Create an IP folder with:

FolderDocuments to include
Founder IPPre-incorporation assignment, founder agreement, invention disclosures
Employee IPEmployment templates, signed contracts, exit confirmations
Contractor IPContractor agreements, agency agreements, handover notes, invoices
SoftwareRepository list, admin access, licence register, security review notes
BrandTrademark applications, logo assignment, domain proof, social handles
ProductDesign files, product documentation, datasets, model or workflow ownership
CustomerCustomer contract IP clauses, deliverable ownership, licence limits

Common mistakes to avoid

  • Letting a freelancer retain source-code or design ownership.
  • Using founder personal accounts for GitHub, domains, payment tools and cloud hosting.
  • Filing a trademark in an individual founder’s name without assignment.
  • Ignoring prior employer restrictions when a founder brings old code or templates.
  • Signing customer contracts that transfer too much core product IP.
  • Not checking whether an AI tool or vendor can use company data for model training.
  • Treating open-source compliance as only a large-company issue.

Next steps for founders

  1. Map every important IP asset used by the startup.
  2. Identify whether it was created by a founder, employee, contractor, agency or customer.
  3. Find the signed assignment document for each asset.
  4. Move admin ownership to company-controlled emails.
  5. Start an open-source and third-party materials register.
  6. File or review trademark applications for key brands.
  7. Put all evidence into the investor data room.

Sources

FAQ Section

Does paying a freelancer automatically give the startup IP ownership?
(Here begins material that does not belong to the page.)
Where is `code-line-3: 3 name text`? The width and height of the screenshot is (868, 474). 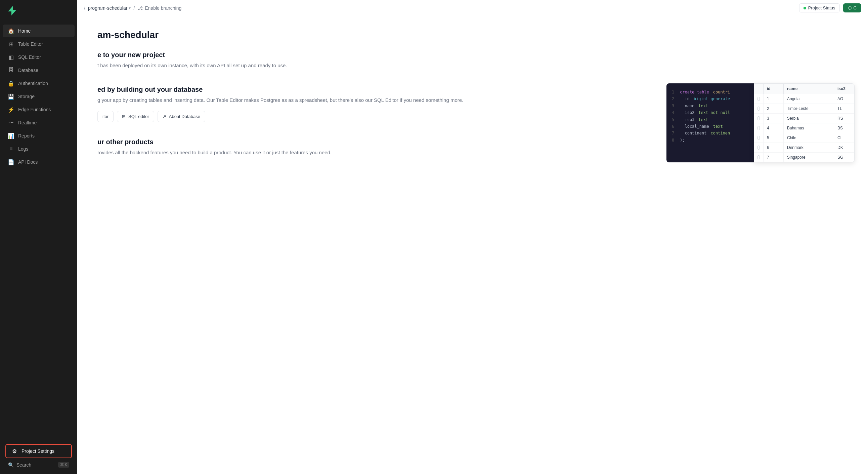
code-line-3: 3 name text is located at coordinates (710, 106).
No. Payment proves a commercial relationship, but startups should still get a written assignment of code, design, content, workflows and deliverables.
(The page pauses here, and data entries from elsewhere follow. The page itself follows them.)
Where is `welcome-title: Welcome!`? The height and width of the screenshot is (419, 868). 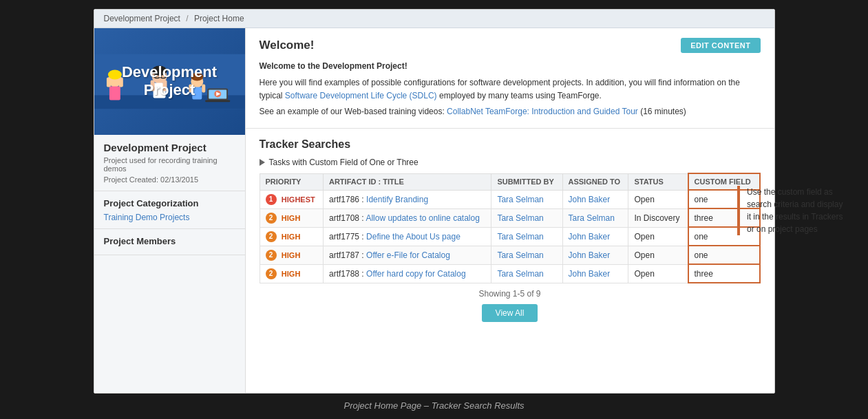
welcome-title: Welcome! is located at coordinates (287, 45).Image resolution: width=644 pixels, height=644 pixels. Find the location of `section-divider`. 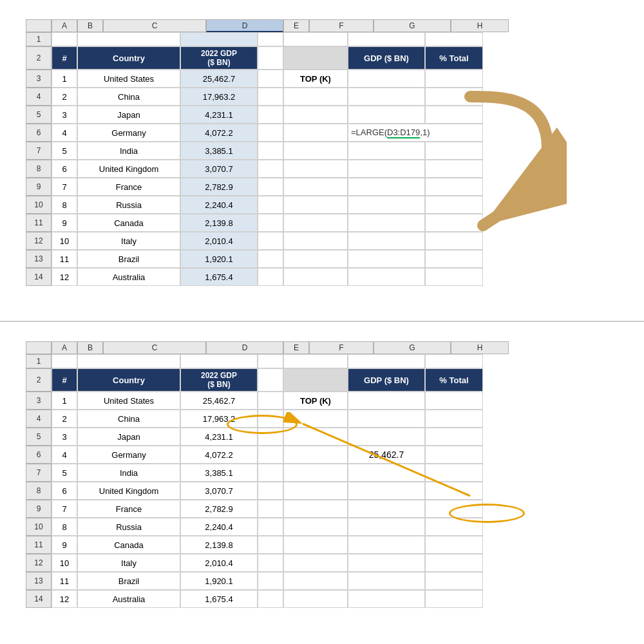

section-divider is located at coordinates (322, 321).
Should founders assign pre-incorporation IP to the company?

Yes. If founders created code, brand assets, domains, decks or designs before incorporation, the company should obtain a clear assignment or contribution agreement.

What IP documents do investors usually ask for?

Investors commonly ask for founder assignments, employment agreements, contractor agreements, trademark filings, open-source records, repo ownership and customer IP clauses.

Can a startup use open-source software safely?

Yes, but the company should track licences, attribution duties, copyleft obligations, security issues and whether open-source components are used in distributed or customer-facing products.

Who should own the startup domain and GitHub repositories?

The company should control critical domains, repositories and cloud accounts through company-managed emails and access policies, not only founder personal accounts.

Founder / Business Takeaway

IP assignment is not a cosmetic legal document. It is proof that the startup owns what it is selling, raising money on and promising to customers. The Best CS Firm In India mindset is to make ownership evidence clear before diligence starts, not after a buyer or investor asks for it.

Need expert support?

BSA helps Indian startups clean up founder IP, contractor assignment, trademark records, open-source tracking, customer IP clauses and investor data-room evidence.

Talk to BSA

Need expert support?

BSA supports founders across India with ROC, FEMA, due diligence, fundraising readiness, and company secretarial execution.

Published by Bhavya Sharma & Associates for Indian founders, operators, CFOs, and compliance teams.